Erm, I don't really get it. Your property taxes are at the municipal level, if they're too high I'd look into moving cities not countries. Is the value assessment of your house too high or the actual tax rate too high? If your assessment is overvalued compared to the market value you can request arbitration. We just cut our property tax in half because the assessments are so ridiculously high, all it took was a request for arbitration and then they call you before the hearing to talk you out of it, we had the value reassessed more realistically. It helps to have knowledge and proof of similar properties and what they've been selling for over say the past 6 months.

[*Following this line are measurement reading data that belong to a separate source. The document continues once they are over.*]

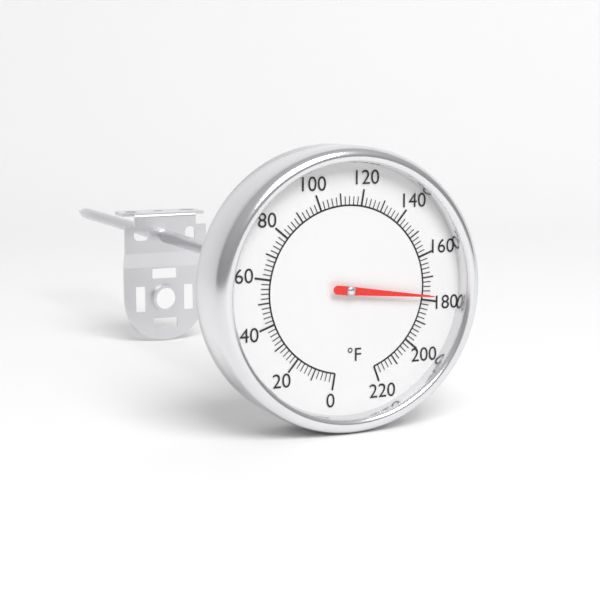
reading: 178 °F
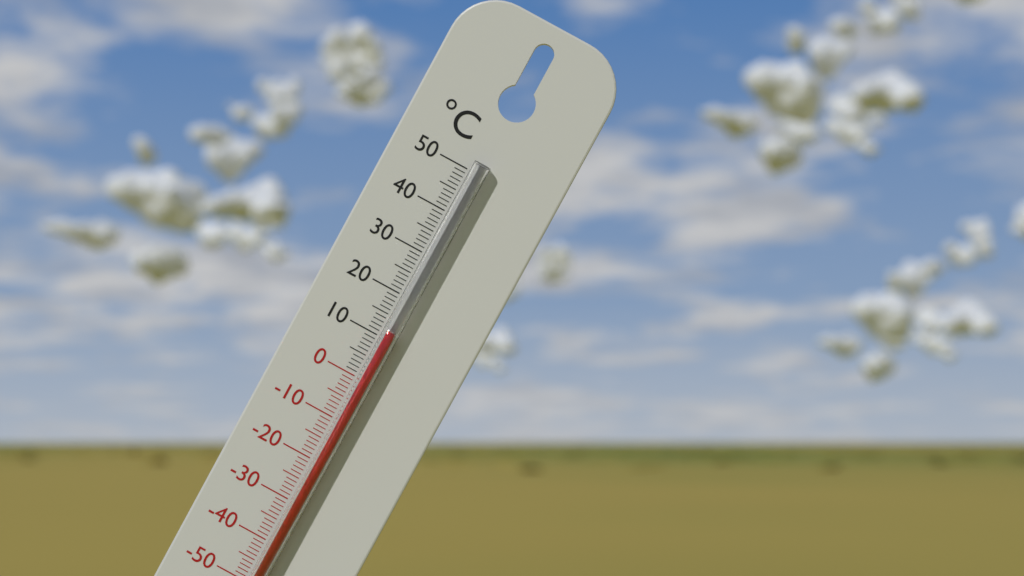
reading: 12 °C
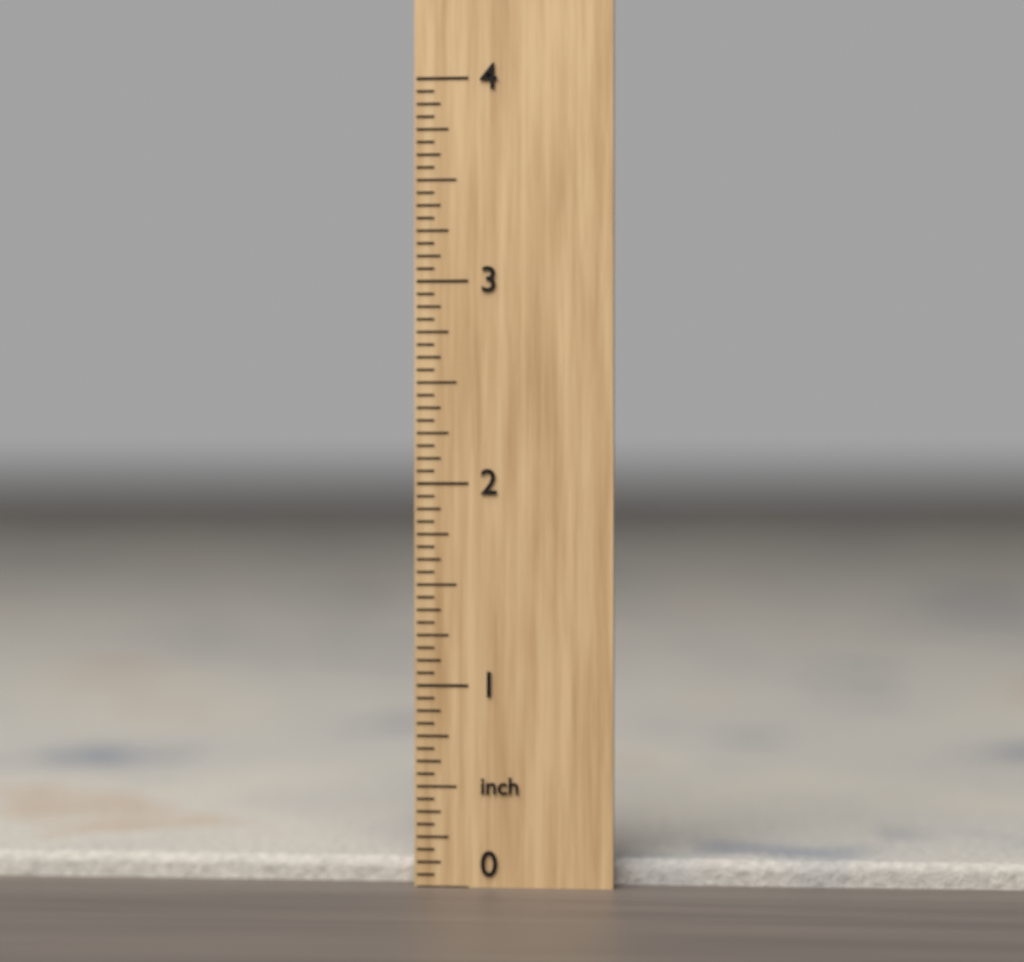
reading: 0.1250 inch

Maybe my view is skewed because the time I spent in the US I was living in Cali, but I didn't see that big of a tax difference from Canada. And Canada allows you to renounce your primary residency, move/work in another country and pay the local taxes instead of paying Canadian taxes (can't do that in the US). I guess if you want to make the move to the US and HAVE the luxury of making that choice, all the power to you. I recently had to choose between continuing my schooling in Canada or the US (US, I'd actually be living at home being in a border town) and professionally I wanted to go to the US, but there were just too many hurdles with not having a Green card and not wanting to deal with the uncertainty of being on student visas for 4 years then training visas for another 5 years. BTW, my tuition is ~$15k CAD per year vs $40k US, but that's what you pay as an international student at a US school.

There are a lot of reasons to move to the US, the business environment is certainly more favourable than here..in terms of taxation (in certain states) and just being able to get loans because you're not restricted to 3 or 4 banks. But a lot of the issues you cite are not that unique to Canada.